Review: Follies ★★★★★ – Fabulous production proves this Sondheim/Goldman musical is no folly

Welcome to Weismann’s Follies. Dmitri Weismann himself presides and the old gang of gorgeous gals are back for one last reunion in the theatre where they showed a leg and sang their hearts out between the wars, before it’s pulled down. It’s time to reminisce (cue for a song-list of glorious pastiches) and take stock of the ravages of the years – physical and emotional. So it’s equally the cue for a range of mould-breaking Sondheim numbers that excavate the regrets and neuroses eating away at the two couples centre-stage, former showgirls Sally and Phyllis and the stage-door johnnies, Buddy and Benjamin, whom they married. The genius of Sondheim and book-writer James Goldman is to intertwine and meld these two strands, building to a climax of ‘follies’ point numbers which become the expression of all that angst and heartache, one for each of the four, surprising, distinctive, appropriate and devastatingly revealing. The haunting of all the returnees by their younger selves, the girls in their gorgeous costumes and their stage door johnnies, acting out the past and observing their future, is another stroke of genius, another layer to this rich, complex show.

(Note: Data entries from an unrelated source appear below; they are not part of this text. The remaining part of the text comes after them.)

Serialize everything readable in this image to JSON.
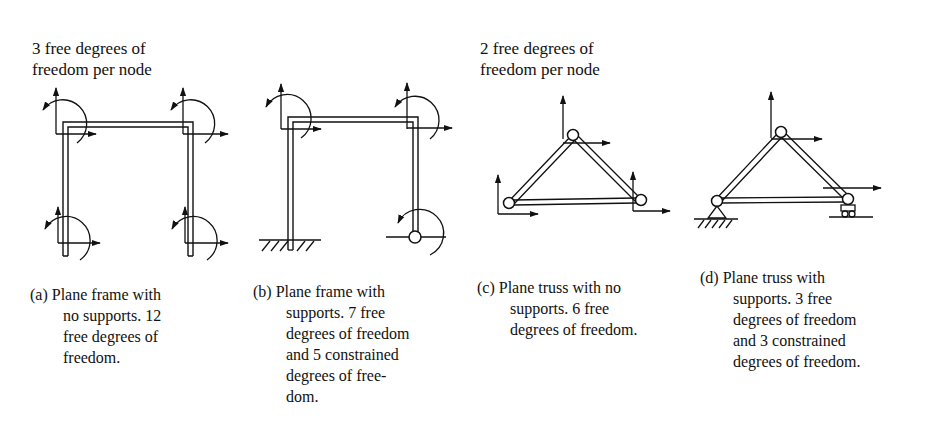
{
  "headings": {
    "frames": [
      "3 free degrees of",
      "freedom per node"
    ],
    "trusses": [
      "2 free degrees of",
      "freedom per node"
    ]
  },
  "panels": [
    {
      "id": "a",
      "label": "(a)",
      "type": "plane-frame",
      "supports": "none",
      "free_dof": 12,
      "constrained_dof": 0,
      "caption_lines": [
        "(a) Plane frame with",
        "no supports.  12",
        "free degrees of",
        "freedom."
      ]
    },
    {
      "id": "b",
      "label": "(b)",
      "type": "plane-frame",
      "supports": "fixed-left, pinned-right",
      "free_dof": 7,
      "constrained_dof": 5,
      "caption_lines": [
        "(b) Plane frame with",
        "supports. 7 free",
        "degrees of freedom",
        "and 5 constrained",
        "degrees of free-",
        "dom."
      ]
    },
    {
      "id": "c",
      "label": "(c)",
      "type": "plane-truss",
      "supports": "none",
      "free_dof": 6,
      "constrained_dof": 0,
      "caption_lines": [
        "(c) Plane truss with no",
        "supports. 6 free",
        "degrees of freedom."
      ]
    },
    {
      "id": "d",
      "label": "(d)",
      "type": "plane-truss",
      "supports": "pinned-left, roller-right",
      "free_dof": 3,
      "constrained_dof": 3,
      "caption_lines": [
        "(d) Plane truss with",
        "supports. 3 free",
        "degrees of freedom",
        "and 3 constrained",
        "degrees of freedom."
      ]
    }
  ],
  "icons": {
    "translation": "arrow-icon",
    "rotation": "curved-arrow-icon",
    "fixed_support": "hatched-ground-icon",
    "pin": "hinge-circle-icon",
    "roller": "roller-support-icon"
  },
  "colors": {
    "ink": "#111111",
    "background": "#ffffff"
  }
}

Years of revision by the creators and their work with successive creative teams have polished this multi-faceted gem. Director Dominic Cooke and his NT team work their own collective magic to delight and ravish. Cooke and choreographer Bill Deamer move an extraordinarily talented cast effortlessly through Vicki Mortimer’s ghost of a theatre, shabby rows of red velvet seats and make-up mirrors perching among piles of rubble – demolition already in progress as surely as the demolition of those youthful hopes and dreams.

Imelda Staunton and Janie Dee are dream casting for Sally and Phyllis; powerfully supported by Philip Quast’s Benjamin and Peter Forbes’ Buddy, they are first among equals in this genuine ensemble. All the Follies’ girls’ delicious solos, equally homage and pastiche get pitch-perfect interpretations. Dame Josephine Barstow yearns gloriously as Viennese operetta star Heidi Schiller, Dawn Hope’s honey tones ask thrillingly ‘Who’s That Woman?’, backed by the ghostly chorus helping the returnees to recall their mirror routine. Di Botcher makes ‘Broadway Baby’ a ruefully self-deprecating private moment in her old dressing room and Tracie Bennett’s ‘I’m Still Here’ is genuinely the story of survivor Carlotta Campion’s life told to a couple of chorus boys at the reunion.

Staunton’s obsessive, neurotic Sally, heartbreaking and disturbed in ‘Losing My Mind’ and Dee’s acid, knowing Sally, scintillating in ‘The Story of Lucy and Jessie’ (rightly restored here), are outstanding, beautifully supported by Zizi Strallen and Alex Young, telling as their younger selves.

Nicholas Skilbeck supervises the sizeable orchestra (of whom we get only a ghostly glimpse rear stage – though perhaps that was the intention) through Jonathan Tunick’s orchestrations, always an integral, satisfying element of Sondheim’s sound. Unmissable.

By Judi Herman

Photos by Johan Persson

Follies runs until Wednesday 3 January 2018. 7.30pm, from Sep 2pm (Sat & various Tue/Wed only; check website for details). £20-£60. National Theatre, SE1 9PX. www.nationaltheatre.org.uk

Broadcast live in cinemas in the UK and internationally Saturday 18 November as part of NT Live.